Many CEOs want to make a difference. Convinced that companies should play a positive role in environmental stewardship and social development, they declare sustainability a top priority, launch a transformation program, hire a chief sustainability officer, and commit millions of dollars and hundreds of hours of management time to the effort. Then momentum fades. It’s a frustrating setback—and a common one. Bain research on corporate transformation programs shows only 12% achieve or exceed their aims. For sustainability, that figure is just 2% .

Why? Sustainability transformations add another dimension of challenge. Often, enthusiastic leadership teams overlook the difficulties frontline employees confront when implementing new approaches. If employees feel forced to choose between sustainability targets and business targets, for example, most choose business targets. As a result, corner-office passion remains stuck at the top.

Sustainability leaders overcome organizational resistance by changing attitudes and behaviors. They rethink processes and incentives and confront the prevailing mindset that sees sustainability as bad for business. Armed with a new way of thinking, employees bring about change, rather than resist it.

Organizational change takes time and management commitment, but companies that succeed say it’s worth the investment. Sustainability efforts can invigorate the core business, bolster the customer value proposition, secure the supply of key resources, lower operational costs and improve employee satisfaction.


▶ [DIRECTIONS FOR THIS TASK]: Return each entry word for word, without its pictures.

START RECORDS SUPPLIED

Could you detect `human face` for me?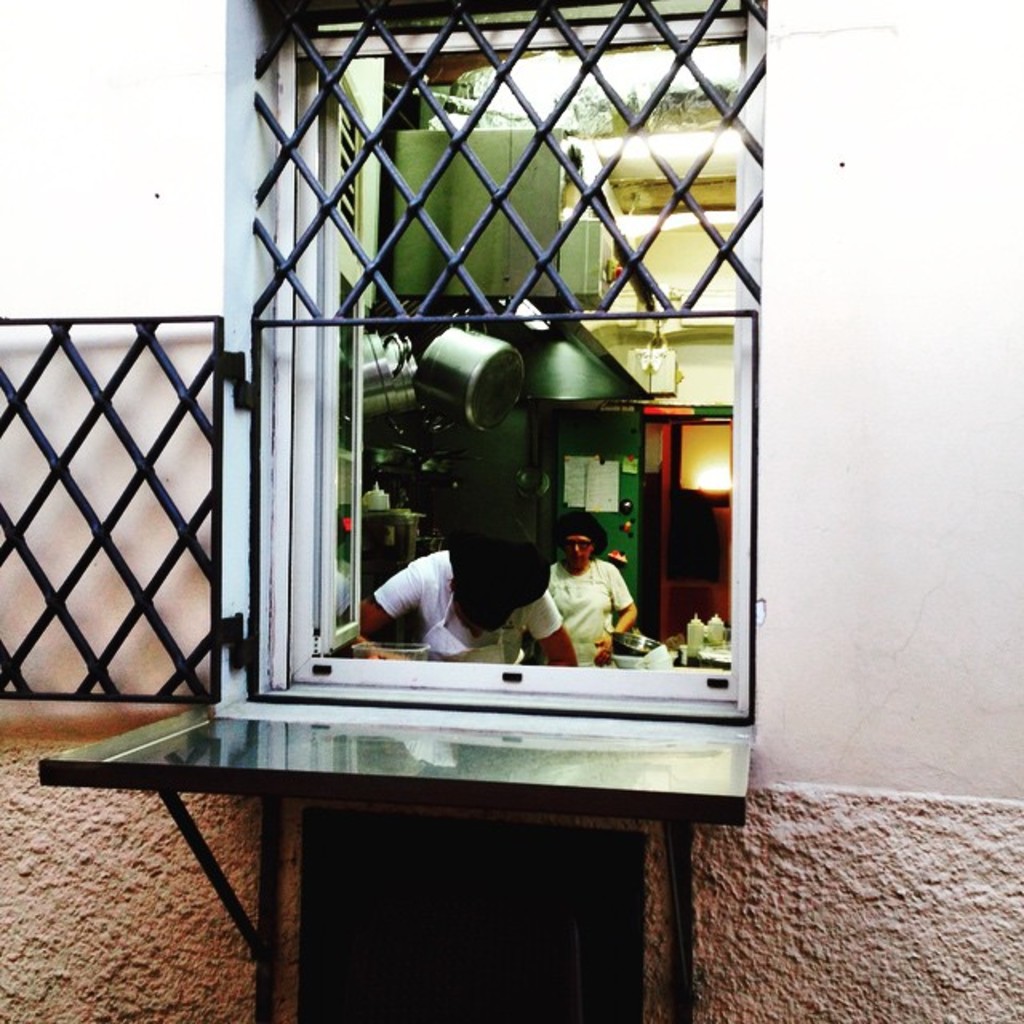
Detection result: <bbox>558, 528, 597, 568</bbox>.
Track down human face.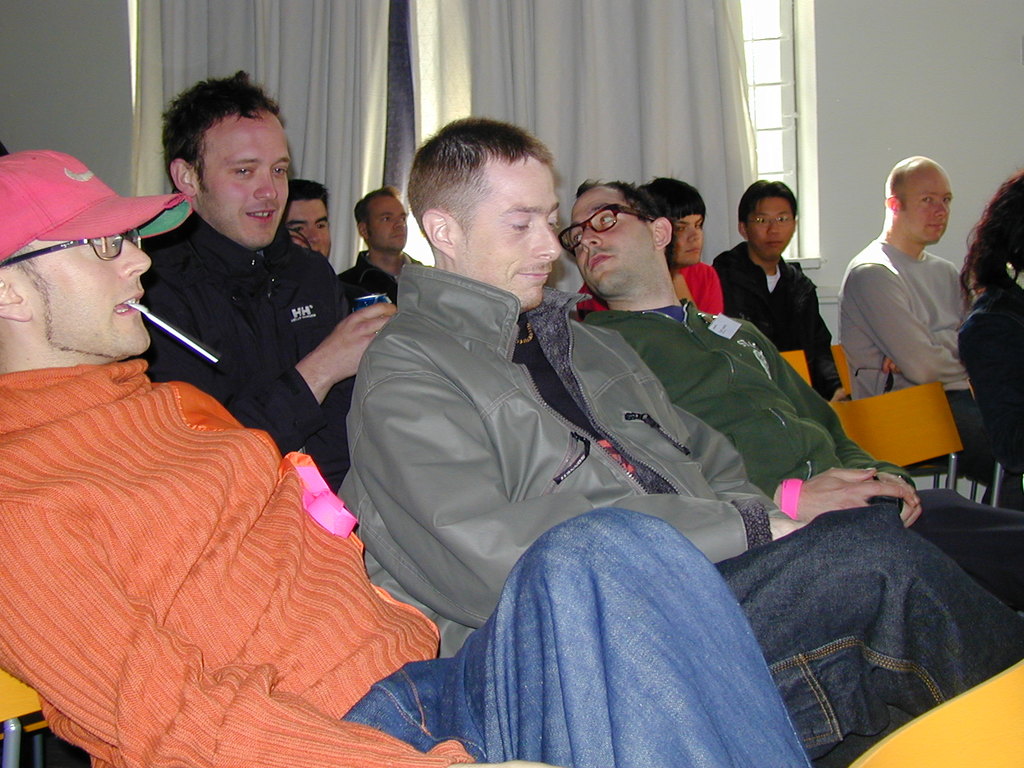
Tracked to left=447, top=155, right=561, bottom=315.
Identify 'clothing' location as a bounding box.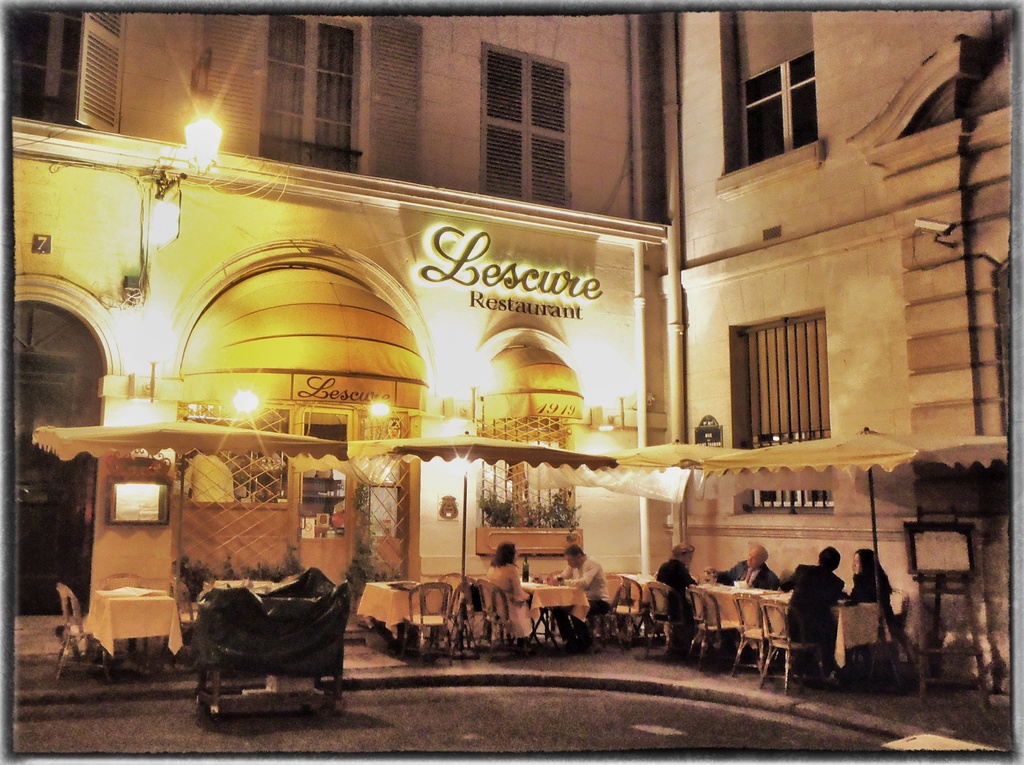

END RECORDS SUPPLIED

▶ [EXERCISE OUTPUT]:
Could you detect `human face` for me?
Detection result: <bbox>558, 528, 597, 568</bbox>.
Track down human face.
Tracked to left=447, top=155, right=561, bottom=315.
Identify 'clothing' location as a bounding box.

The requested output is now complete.